Tough on anyone that young to lose a parent. No one knew that any better than Luke.
“If you’re taking care of the horses, who’s looking after the critters?” Luke asked.
“Dudley Miles assigned a couple of his cowboys to help out with the herd until Alfred is functioning enough to hire on some new hands. That’s how it is in Winding Creek. Neighbors take care of neighbors.”
“Certainly seems that way,” Luke agreed.
“I’m real sorry about your father’s stroke,” Buck said. “I didn’t really know him very well, but all the same I sure feel bad for him and you.”
“I appreciate that.”
“I heard a dog barking when I came up. Is that Alfred’s dog?”
“Nope. You probably heard Marley. He belongs to one of the cowboys who’s working the critters. He brings him with him some days.”
“That’s a nice-looking horse you’re riding,” Luke said.
“Yep. Wish Lucky was mine. She’s one hell of a cow pony.”
“How many horses does Albert have?”
“Eight quarter horses that he keeps in his new fancy horse barn. Those are his pride and joy. Gonna be tough on your dad if he can’t ride anymore.”
“Hopefully that won’t be the case.”
“He also has three other cow ponies and one good cutter. They have stalls at the back of the old barn when they’re not loose in the pasture.”
“What’s the size of the cattle herd?”
“I don’t have the exact numbers, but I s’pect your dad has a hundred or so Black Angus and damn near that many Santa Gertrudis. That’s just an estimate. Numbers change, of course, depending on when he takes the beef to market and how many calves are born in the spring.”
“That sounds like a lot of work for a man who’s almost seventy to manage,” Luke said.
“He always kept a few hired hands around until he got mad about something and ran them off. He had two hired hands when he had the stroke. They weren’t from around here. Just showed up from somewhere in Oklahoma around Thanksgiving looking for work. They disappeared when Albert had his stroke and wasn’t around to pay them.”
Luke couldn’t really blame them for that. He couldn’t imagine Albert had done anything to deserve a lot of loyalty from them.
He and Buck talked for a few minutes more, long enough to convince Luke that the ranch was not as neglected as the house.
He waited until Buck rode away before stepping inside. Déjà vu hit with a wallop. Memories, both bad and good, came crashing down on him.
It got worse when he reached the kitchen. He leaned against the counter and would have sworn he could smell frying chicken. His mother’s shiny black hair would dance about her shoulders as she cooked and she’d be humming the latest hit from the pop chart. Her lips would shimmer with a bright shade of lipstick.
Before everything had gone bad. So many, many years ago.
Luke shut down the recollections before the bittersweet turned to just plain bitter.
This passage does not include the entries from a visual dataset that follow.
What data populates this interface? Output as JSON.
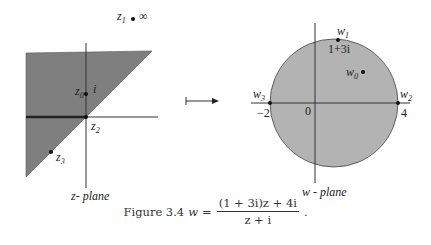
{
  "figure": {
    "number_label": "Figure 3.4",
    "formula": {
      "lhs": "w",
      "equals": "=",
      "numerator": "(1 + 3i)z + 4i",
      "denominator": "z + i",
      "trailing": "."
    }
  },
  "z_plane": {
    "title": "z- plane",
    "region_fill": "#7f7f7f",
    "points": {
      "z0": {
        "label": "z",
        "sub": "0",
        "value_label": "i"
      },
      "z1": {
        "label": "z",
        "sub": "1",
        "value_label": "∞"
      },
      "z2": {
        "label": "z",
        "sub": "2"
      },
      "z3": {
        "label": "z",
        "sub": "3"
      }
    }
  },
  "mapping_arrow": {
    "symbol": "↦"
  },
  "w_plane": {
    "title": "w - plane",
    "disk_fill": "#b3b3b3",
    "origin_label": "0",
    "points": {
      "w0": {
        "label": "w",
        "sub": "0"
      },
      "w1": {
        "label": "w",
        "sub": "1",
        "value_label": "1+3i"
      },
      "w2": {
        "label": "w",
        "sub": "2",
        "value_label": "4"
      },
      "w3": {
        "label": "w",
        "sub": "3",
        "value_label": "−2"
      }
    }
  }
}
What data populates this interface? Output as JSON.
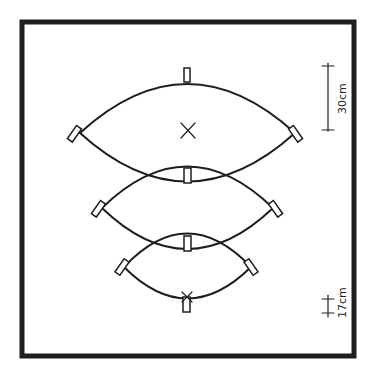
{
  "diagram": {
    "title": "",
    "elements": {
      "arcs": [
        {
          "name": "top-lens",
          "center_mark": "×"
        },
        {
          "name": "middle-lens"
        },
        {
          "name": "bottom-lens"
        }
      ]
    },
    "scale_bars": [
      {
        "label": "30cm"
      },
      {
        "label": "17cm"
      }
    ],
    "center_mark": "×",
    "colors": {
      "ink": "#1e1e1e",
      "background": "#ffffff"
    }
  }
}
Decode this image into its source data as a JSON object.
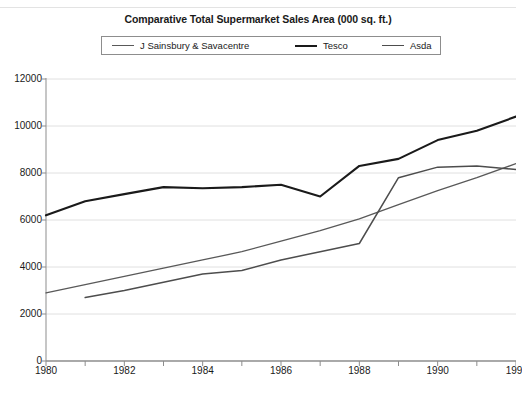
{
  "chart_data": {
    "type": "line",
    "title": "Comparative Total Supermarket Sales Area (000 sq. ft.)",
    "xlabel": "",
    "ylabel": "",
    "xlim": [
      1980,
      1992
    ],
    "ylim": [
      0,
      12000
    ],
    "yticks": [
      0,
      2000,
      4000,
      6000,
      8000,
      10000,
      12000
    ],
    "ytick_labels": [
      "0",
      "2000",
      "4000",
      "6000",
      "8000",
      "10000",
      "12000"
    ],
    "xticks": [
      1980,
      1982,
      1984,
      1986,
      1988,
      1990,
      1992
    ],
    "xtick_labels": [
      "1980",
      "1982",
      "1984",
      "1986",
      "1988",
      "1990",
      "199"
    ],
    "grid": "horizontal",
    "legend_position": "top-center",
    "x": [
      1980,
      1981,
      1982,
      1983,
      1984,
      1985,
      1986,
      1987,
      1988,
      1989,
      1990,
      1991,
      1992
    ],
    "series": [
      {
        "name": "J Sainsbury & Savacentre",
        "color": "#595959",
        "width": 1.3,
        "values": [
          2900,
          3250,
          3600,
          3950,
          4300,
          4650,
          5100,
          5550,
          6050,
          6650,
          7250,
          7800,
          8400
        ]
      },
      {
        "name": "Tesco",
        "color": "#1a1a1a",
        "width": 2.1,
        "values": [
          6200,
          6800,
          7100,
          7400,
          7350,
          7400,
          7500,
          7000,
          8300,
          8600,
          9400,
          9800,
          10400
        ]
      },
      {
        "name": "Asda",
        "color": "#4d4d4d",
        "width": 1.5,
        "values": [
          null,
          2700,
          3000,
          3350,
          3700,
          3850,
          4300,
          4650,
          5000,
          7800,
          8250,
          8300,
          8150
        ]
      }
    ]
  },
  "axes": {
    "plot_left": 46,
    "plot_right": 516,
    "plot_top": 79,
    "plot_bottom": 361
  }
}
It was after three in the afternoon, and darkness set in early in January.
From all accounts, his father was being well cared for and might even be asleep for the night before Luke could make the drive to San Antonio, where he was recovering. A visit with him could wait until tomorrow.
Luke would spend the last of the daylight hours checking out the ranch by horseback.
Suddenly he found himself downright eager to get back in the saddle again. Or maybe he was just glad of an excuse to avoid seeing Alfred for one more day.